Grabbing the Advantage of Joining Company and Employee Goals
I’ve often thought there is a broad tendency in general to separate the employee’s success from the success of the organization. This is formalized by labor laws for example that require a set amount of pay per hour rather than requiring a set amount of pay per completed task. The effect is to stimulate a mindset that hours are the important things rather than the tasks accomplished during those hours.
When a company is loosing money because it just isn’t competitive enough and employees are still at the jobsite a specified number of hours but only completing half the amount of work that should be completed in that amount of time, you have to wonder what the thinking is. It’s almost as if it’s employees against company and whoever can get the most with the least expended is the winner. This points to a major disconnect in the understanding of just what the employees’ roles are relative to the company’s goals.

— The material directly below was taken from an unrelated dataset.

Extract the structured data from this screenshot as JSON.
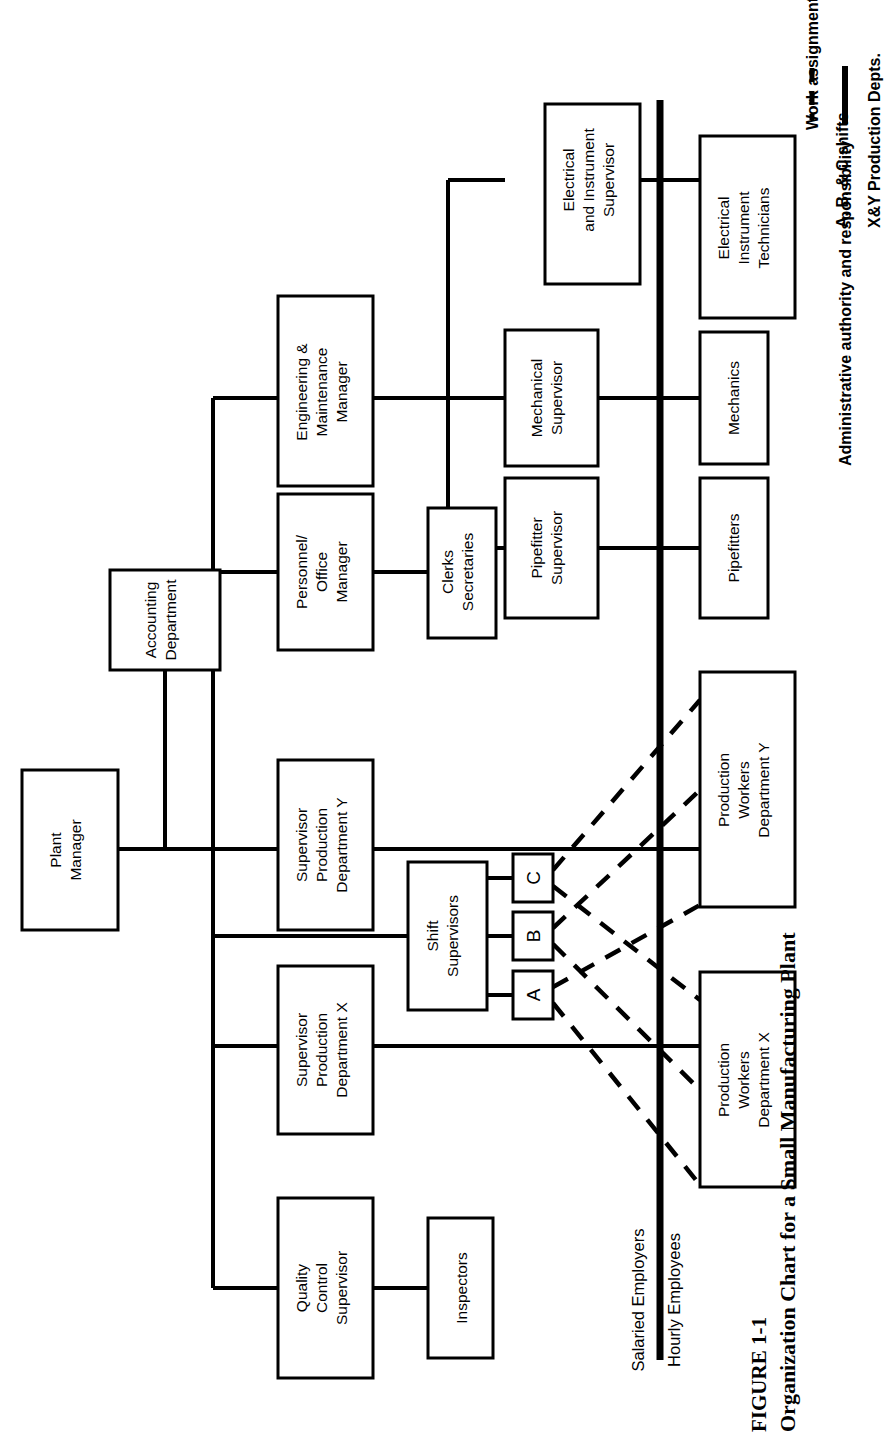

I read in a report by Success Factors that nearly 95 percent of employees don’t know the top objectives of their companies. Interestingly they go on to explain it is like that because few companies articulate the goals effectively and then track employee performance relative to the goals.
In construction there are so many jobs that are specifically focused on one particular aspect of something that it is assumed the people doing those jobs understand how their piece ties into overall company goals. That assumption is exactly why many managers are surprised when decisions get made that directly run counter to company objectives. Once you rule out sabotage then you have admit that perhaps the employee who made the decision doesn’t really know the company objectives.
Getting an employee to just see and understand company objectives is not enough. They have to come to understand how doing their job every day moves the company toward those objectives. But even more importantly they should understand how the things they do, and don’t do, that negatively affect the company’s ability to meet it’s objectives in turn negatively affect their ability to meet their own objectives.
On a bad day when you spot someone goofing off haven’t you wanted to go up to them and say something like: “If you don’t complete your assigned task by two o’clock the company will loose $100, and so will you.” Wouldn’t that magically, and quickly make the point of this whole article?
Addressing this issue though is much better done in a different way. In order to create the environment where people really do understand how their actions affect the bottom line Success Factors recommends putting together a formal process that you use to not only create relevant goals for each employee but one that also measures the employee’s performance in working toward company goals. If you may want some help in this area I would be remiss if I didn’t mention that Success Factors specializes in doing these kinds of things for businesses.
For companies that are really trying, and are not doing insensitive things like over-paying management while underpaying everyone else, bringing the company goals to the forefront could very well mean the difference between staying competitive or closing up shop.